T-Model Ford and Gravelroad: Taledragger

T-Model Ford and Gravelroad
Taledragger
Alive
2011-01-11

T-Model Ford is making up for lost time. Twelve months after his excellent Alive Records debut The Ladies Man, the 90-something bluesman from the North Mississippi hill country is back with a vengeance. And this time he’s not alone. Gravelroad have been backing the Taledragger, intermittently, live and on record — including sitting in on the afternoon jam session that produced last year’s completely acoustic LP –,ever since they walked out behind him on stage at Minneapolis’ Deep Blues Festival in 2008.

The Seattle band play what they like to call “dark blues”, and when Ford joins them, the crossroads at midnight is never far from your mind. On superb retellings of blues staples like “Big Legged Woman” and closer “Little Red Rooster”, the fuzzy, thick-as-molasses, reverb-fueled blues-rock-chug of the trio menacingly oozes behind Ford’s blacker-than-blue cracked growl.

Over the course of the eight songs, Gravelroad’s guitarist Stefan Zillioux, bass player Jon “Kirby” Newman, and drummer Marty Reinsel (he also provides backing rhythms and helps out generally on the bluesman’s solo tours) are joined by two of the record’s producers, former Soledad Brother Brian Olive (sax, keys and guitar) and Outrageous Cherry frontman Mathew Smith (guitars, B3 and fuzz bass), alongside slide guitarist Mike Weinel in backing Ford. Olive and Smith bring a subtle ’60s pop and soul-jazz groove to the music that counterpoints perfectly with Ford and the band’s sinewy juke-joint blues.

“Comin’ Back Home” and its follow-up number “Someone’s Knocking on My Door” are perfect examples. Both slow churning blues songs are punctuated by bleating baritone sax — there’s also one hell of a sax solo on the outro of the former –, and underscored by shimmering Hammond B3 that makes the numbers weep and growl with tension while Ford howls at the killing moon. The latter track beefs up the action with some scything electric guitar — a great way to ease you into the next track, a monolithic reworking of Howlin’ Wolf’s “How Many More Years” where Ford’s muddied Delta blues style transmutes via surges of wah-wah guitar, vocal echo, and nacroleptic drumming into the hypnotic stoner psych-blues territory of bands past and present, such as Cream, the glorious Wooden Ships, and their offshoot Moon Duo.

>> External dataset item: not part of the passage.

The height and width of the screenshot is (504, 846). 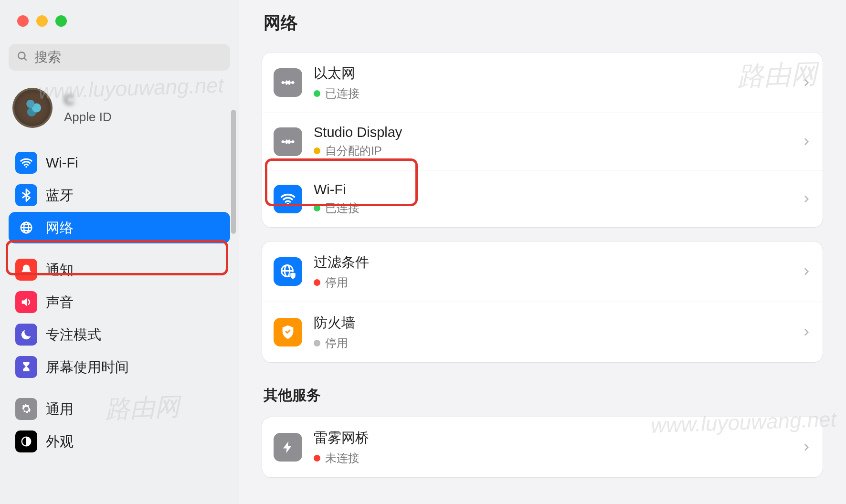 What do you see at coordinates (88, 100) in the screenshot?
I see `account-name: C` at bounding box center [88, 100].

Elsewhere, Muddy Waters’s “Two Trains Coming” is retold in an epic seven minutes as “Same Old Train”, with Olive providing barrelhouse piano accompaniment to salacious electric blues guitar. Ford’s languorous drawl fittingly inhabits original number “I Worn My Body for So Long” as gentle slide guitar helps carry the bluesman’s fragile voice through to the close of an acoustic number that could very easily be an out-take from the Ladies Man sessions, but fits perfectly into the plugged-in atmospherics here.

With a little help from his friends, T-Model Ford has once again walked into the studio and bettered himself. The only thing missing is these guys cutting loose on another version of his signature tune “Chicken Head Man”.